I was struck, though, by one particularly American feature of the story – the crucial role of the polygraph or “lie detector”. This method is (literally) a piece of witchdoctor magic, tricked out with enough electronic gadgetry to impress the class of believers in technology, as opposed to science, we discussed in the seminar. This group plays a much bigger role in the US than elsewhere, which may be why the polygraph is taken seriously only in the US.

Lip service

by Chris Bertram on April 18, 2006

When someone says of their adversaries that they pay “lip-service” to something, they are trying to devalue some of the substance of what those people say. This may be a claim that their opponents are insincere, or simply that they lack a suitable degree of commitment. The suggestion is that someone is making a merely token acknowledgement of the importance of some matter or value but that it is merely incidental to their view of what matters, a view that is actually focused on other things. It is a charge that the authors of the “Euston Manifesto” have been happy to dish out:

bq. We have no truck, either, with the tendency to pay lip service to these ends [Iraqi democracy], while devoting most of one’s energy to criticism of political opponents at home (supposedly responsible for every difficulty in Iraq), and observing a tactful silence or near silence about the ugly forces of the Iraqi “insurgency”.

(Get the “silence or near silence” there! So if your opponent has actually said that beheading hostages or blowing-up civilians is a monstrous crime but hasn’t said it as often or as loudly as you think fit, you can still point the finger!)

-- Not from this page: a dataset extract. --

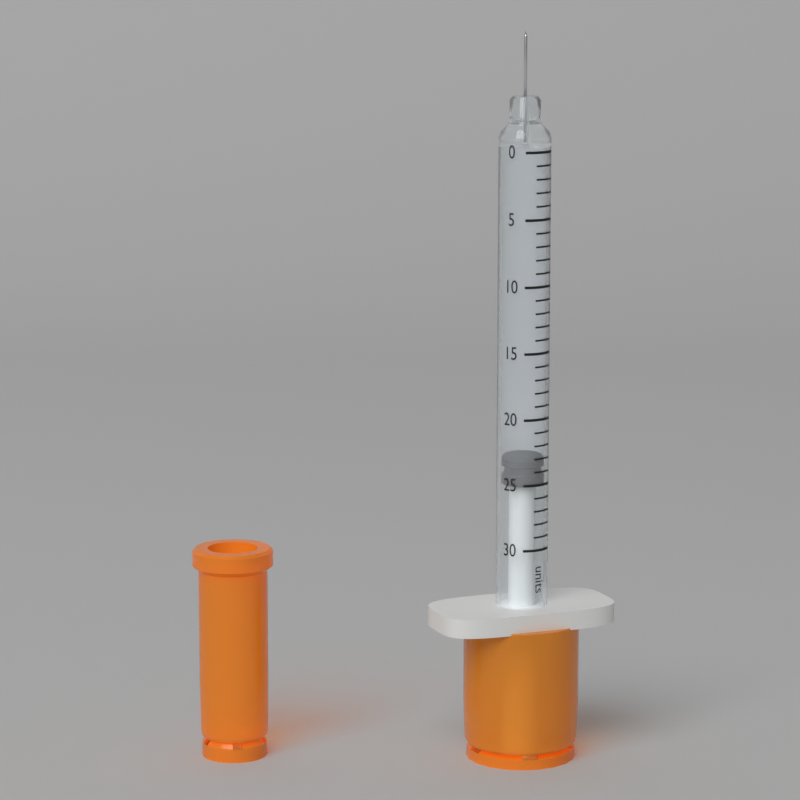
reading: 23 units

Others can judge how much of the Eustonites’ energies have been devoted to criticism of political opponents at home and how much to the material promotion of Iraqi democracy (writing about it on your blog doesn’t really count, in my book). Anyway, here’s a list of the things that the Euston Manifesto pays “lip service to”, a charge I am as entitled to make, without supporting evidence, about them as they are about others:

  • “racism against people from Muslim countries and those descended from them, particularly under cover of the War on Terror.”
  • The right of the Palestinian people to self-determination.
  • “The violation of basic human rights standards at Abu Ghraib, at Guantanamo, and by the practice of ‘rendition’, must be roundly condemned for what it is: a departure from universal principles, ….”
  • Pure lip service, if you ask me, since issues such are rarely mentioned on the blogs in question without some degree of contextualization, minimization, relativization, whatabouterry, and so on. (Of course torture is bad, they acknowledge, but the real outrage is committed by those torture critics who compare Guantanamo to the Gulag.) These are the same verbal manoeuvres that, when applied to acts of terror, are condemned by said blogs as amounting to de facto apology.

    Incidentally, it seemed odd to me for the Manifesto to include among the events that have made the democracy-and-human-rights package the heritage of us all, blah blah blah, the “anti-colonial transformations of the nineteenth and twentieth centuries”. “Transformations” is a strangely euphemistic term to describe the various anti-colonial struggles of the last century. Still, I suppose it wouldn’t do to look too closely at the methods employed by the FLN, the Mau Mau, the NLF etc. just in case they resembled the “ugly forces” of the Iraqi insurgency rather more closely than would be comfortable. Some insurgents, it seems, have contributed to the great Enlightenment bundle, and some have not.